My ten-year-old son is a rule follower. The world is very black-and-white in his young mind. There are good guys and there are bad guys, and there is a big difference between the two. Not only does he not know the word “nuance,” he cannot comprehend that people cannot be sorted into only two categories. He believes in the rule of law, that rule-breakers should be punished and that all the wrongs in this world could be solved with a rule.

The Pharisees in Jesus’ time felt the same way. They had a ruling council called the Sanhedrin whose purpose was to interpret existing rules and to make new rules to govern the Jewish world. They determined what sacrifices were required for sins, how long a man’s beard should be, and the length of tassels on a prayer shawl. Like my son, they believed a well-ruled life was a well-lived life.

Then came Jesus.

Jesus began teaching and preaching that the rules didn’t matter. He told people that love, justice, grace, and mercy were more important than rules. He even broke the rules by not only associating with unclean people but healing them. And he dared to heal them on the Sabbath!

This was scandalous. How dare he upset the carefully ruled and ordered existence?

Are You Holding Onto Rules

One Pharisee needed answers. He came to Jesus under the cover of darkness, probably at the back door with a “Pssttt….” Nicodemus was a member of the Sanhedrin, a highly learned and wealthy man, who had questions of Jesus. He probably had assistants or interns he could have sent with his questions written on a scroll, but he didn’t. He came himself to ask questions and learn from Jesus.

We see his story recorded only in the Gospel of John. In chapter 3. Jesus said some crazy stuff to Nicodemus: “I tell you the truth, unless you are born again, you cannot see the Kingdom of God” (John 3:3 NLT). In that moment, Nicodemus was shocked. He didn’t understand. Instead of casting him aside, Jesus continued to patiently explain and dialog with him. He broke it down to the simplest truth to one of the smartest men in the Jewish faith.

John 3:16 says, “For this is how God loved the world: He gave his one and only Son, so that everyone who believes in him will not perish but have eternal life” (NLT). This is probably the most famous Bible verse in the world. It is often the first one we teach children in Sunday School. It is the one we put on signs and placards and bumper stickers.

Jesus didn’t preach this truth to thousands of followers on a hillside or a crowd gathered on a seashore.

He said it to only one man. And that man needed to start at the beginning. He needed to start again as a baby and grow in faith and love, not rules and consequences.

We can probably all quote John 3:16, but what about the verse that follows it?

I find John 3:17 to be the most compelling once we know who Jesus was talking to!
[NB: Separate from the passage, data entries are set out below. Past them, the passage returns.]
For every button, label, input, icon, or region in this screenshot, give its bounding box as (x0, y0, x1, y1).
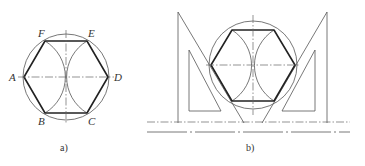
label-e: E (87, 27, 95, 39)
caption-a: a) (60, 142, 68, 154)
left-small-set-square (189, 50, 221, 111)
label-c: C (88, 115, 96, 127)
label-b: B (38, 115, 45, 127)
arc-left-b (232, 30, 252, 101)
figure-b: b) (147, 12, 350, 154)
label-f: F (37, 27, 45, 39)
label-a: A (8, 71, 16, 83)
figure-a: A B C D E F a) (8, 27, 122, 154)
label-d: D (113, 71, 122, 83)
left-large-set-square (178, 12, 244, 123)
arc-right-b (254, 30, 274, 101)
hexagon-construction-diagram: A B C D E F a) b) (0, 0, 365, 166)
caption-b: b) (246, 142, 254, 154)
right-large-set-square (262, 12, 327, 123)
Nicodemus lived by rules; he made the rules others had to abide by. Jesus told him, “God sent his Son into the world not to judge the world, but to save the world through him” (NLT).

This truth had to have blown Nicodemus’s mind. Jesus said that not only would he not follow the Pharisees’ rules, but he came to save the world from those rules.

Chapter 3 does not record a massive life change for Nicodemus. I imagine he went home with a lot to think about. But we see later that he did think about what Jesus had said.

Fast forward to the end of chapter 7, wherein the Pharisees sent the Temple guards to arrest Jesus while he was teaching and preaching to the crowds. The guards were captivated by Jesus and refused to arrest him. The Pharisees were angry and contemplating how to rid themselves of this Jesus problem. Nicodemus spoke up and asked his colleagues, “Is it legal to convict a man before he is given a hearing?” (John 7:51 NLT).

This question made the rule-makers pause for just a minute. Nicodemus didn’t tip his hand completely; he didn’t say, “Stop! I’ve met with him. He has some good things to say, I’ve spent a lot of time thinking about it.”

Instead, he did what he could where he was.

We can read about one final encounter with Nicodemus, in chapter 19: “With [Joseph of Arimathea] came Nicodemus, the man who had come to Jesus at night. He brought about seventy-five pounds of perfumed ointment made from myrrh and aloes. Following Jewish burial custom, they wrapped Jesus’ body with the spices in long sheets of linen cloth” (John 19:39-40 NLT).

When all the disciples except John (who remained at the cross with Mary and recorded this event) have fled in fear, Nicodemus made his devotion to Jesus public in a big and expensive way. When everyone else had gone, when Jesus had been killed, that’s when Nicodemus stepped forward. As a Scripture scholar, he would have seen the Scriptures fulfilled when Jesus died.

Notice that Nicodemus came forward before the resurrection. He came forward when it seemed like all was lost.

It isn’t just Nicodemus and my son who love to live by rules; I do too. But the life of Nicodemus shows me that rules aren’t as important as relationships and that correctness doesn’t trump community.

What rules am I holding on to at the cost of stepping forward toward Jesus?

Annie Carlson, Contributor to The Glorious Table is rooted like a turnip to the plains of North Dakota where she raises great food, large numbers of farm animals, and three free-range kids with her husband. You can find her with either a book or knitting needles in her hands as she dreams up her next adventure.